I haven't seen Kahaani yet, so I don't know how that compares. But the other woman-centric films I've seen lately (Heroine, Dirty Picture) are much more typical 'wages of sin are death' sort of morality plays.

(I was impressed with the female characters in Jab Tak Hai Jaan, despite Katrina Kaif's emotive resemblance to a pancake, but you haven't gotten a review of that up yet, so I'll wait)
Aaaaah sorry for late replies! I thought I had commented here ages ago, but clearly I was wrong!

Abhishek - Did you watch it did you watch it? :D

Stuart - That's a fair critique, though I am convinced that in this particular case they did it to show how ridiculous it is as a lazy writing prop. That is, I think it's yet another thing they're skewering.

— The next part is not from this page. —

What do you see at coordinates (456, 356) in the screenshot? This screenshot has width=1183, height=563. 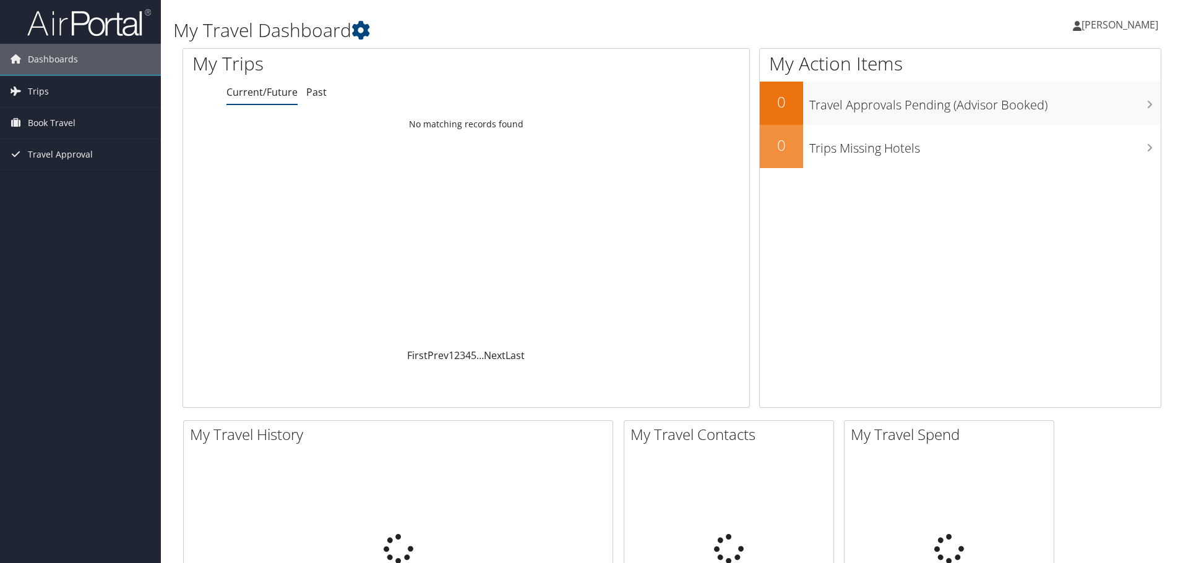 I see `a: 2` at bounding box center [456, 356].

Sharon - Despite watching lots of British mysteries, I'm not very good at predicting twists. I'd like to watch Talaash again in a little while and see if I find the twist 1) less irritating and 2) more successful or significant as a metaphor. (As you can see, I'd like to think the writers were doing something so silly FOR A GOOD REASON. :) )

Sarah - TOTALLY AGREE. I think the things that may be irritating to some people in Aiyyaa are stereotypes, tropes, etc that have existed in Hindi cinema for decades and seem glaring in Aiyyaa because they're given to different types of characters than usual (or even _ever_, for all I know). I also think that's all done in service of a point beyond cheap laughs, which is way more than I can say for most films (and it also helps that I agree with the points the film is trying to make and think they're important things to be said).

Aiyyaa and Kahaani are great examples of how "women-centric" CAN mean feminist; Heroine and Dirtiy Picture are examples of how that term doesn't guarantee a story or its depiction are pro-women at all. (I don't think Heroine or DP are utterly un- or anti-feminist; that's just not a word I would ascribe to them overall.)
manythoughts said…
Hi Beth,

I came to your blog after many months today and am glad to see it's going stronger than ever :)

I super-totally agree with your review of Talaash. Would you believe, the first thing I said after watching it was that the ending was such a cop-out. I was so disappointed, also because Aamir Khan does such few movies and I eagerly look forward to each one. The last one-third seemed to be from another movie, given the carefully constructed aura of mystery and rational fact-finding in the earlier two-thirds. I wish, wish, wish the writers hadn't taken the easy way out on this one!
maynythoughts - Nice to see you! I wonder if I would be less disappointed in Talaash if I watched it again, away from the excitement of its release, etc. It really did seem so pathetic after so much careful work.
Unknown said…
Your work is up to the marks. I got much masti tips from your reviews on rani's film.can you also post a review on indian movie Ramaiya Vastavaiya
Unknown said…
Do you know the meaning of the Tamil sentence Prithviraj teaches Rani's character at 2:17:58 in the movie? It's driving me nuts trying to figure out. I did like Aiyyaa (despite a few things I felt were unnecessary/overboard), and I also love Paheli.